For one thing, it's split into an A and B side. For another, the cuts selected have a familiar air of those muso/snob mixes of competitive one-upmanship; "my music's more obscure than yours" sort of thing. Eschewing Rob Fleming/Gordon's rules about mixes- "kick off with a corker, to hold the attention" - Congreave's tape opens with a subdued, ambient Nicholas Jaar cut, 'Variations', and from there we're dragged through the weirder (and remix heavy) conclaves of the Foals music library.

So, the A-side consists of wilfully uncool seventies funk and disco records - the highlight being Condry Ziqbu's South African floor-stomper 'Confusion (Ma Afrika)' - plus some Detroit techno. That's mashed together with a glut of modern music which, in a surprisingly jarring way, draws from that music: The Invisible, Teengirl Fantasy etc. Only recent Blood Orange release 'Dinner' fits in properly, because of how clearly Dev Hynes echos those older styles of music.
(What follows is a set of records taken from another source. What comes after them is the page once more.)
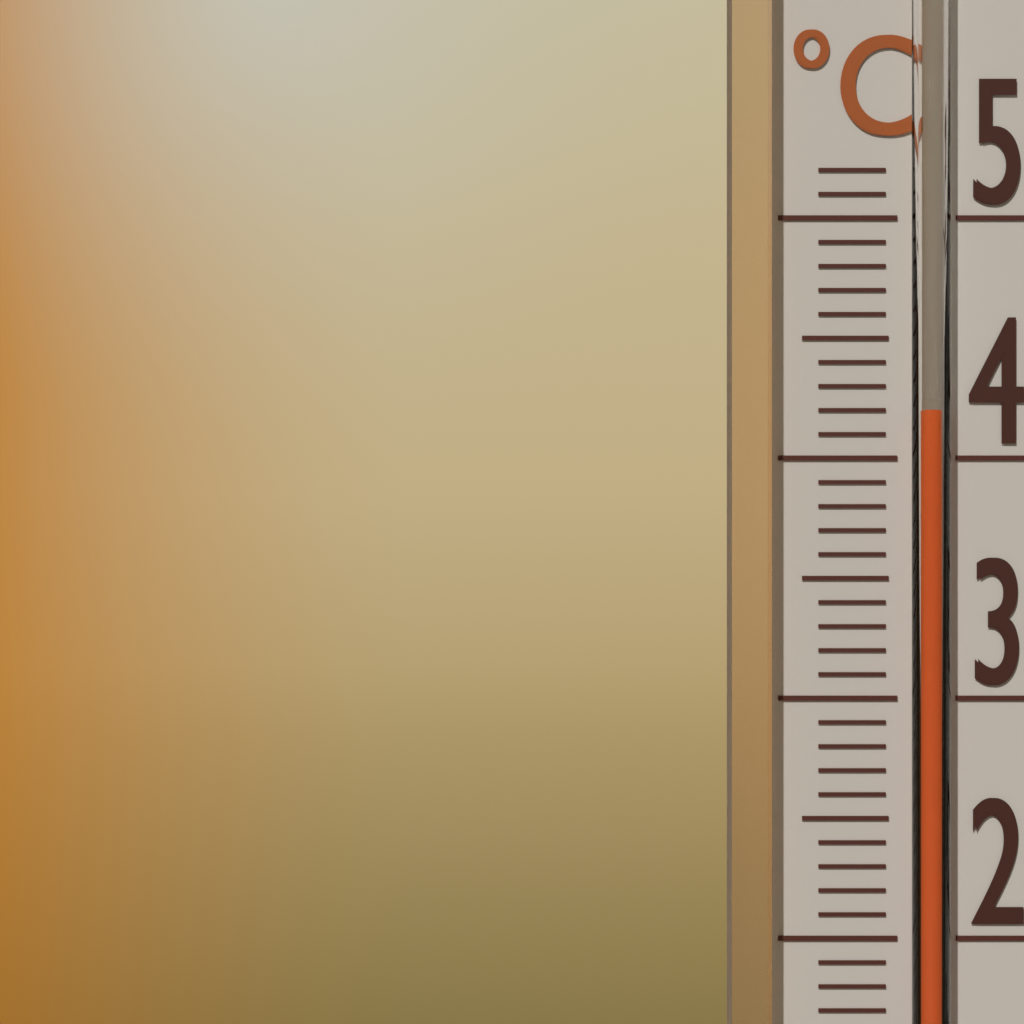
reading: 42 °C
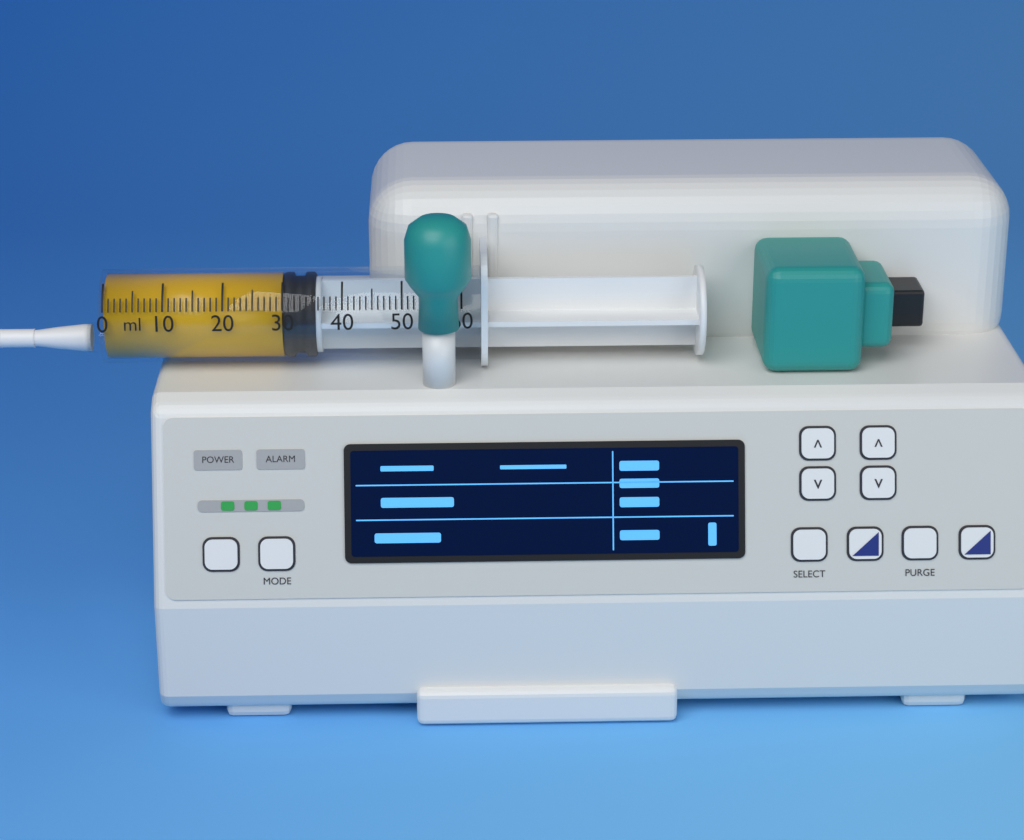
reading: 30 ml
Congreave says he wanted to do something different but, at the end of the first half of his mix, it sounds like he's gone to far away from throwing "some random music together"; the songs he's selected are cut from cloths so similar it's hard to tell them apart. The seamless - and totally non-mix tape like - segues between songs only serves to leave them more indiscernible.

As for the B-side; well it opens with another sample, this time a German MC warning us we're "keeping it on that house music tip..." It's not bad, it's just another gelatinous, impenetrable mass of sound that you ignore because it's too much effort to try and pick out any good stuff. The Caribou song is nice, though.

It's too insider to be really danceable; it deals in a steady, unshifting baseline rather than offering anything dynamic...it really is like most DJ mixes.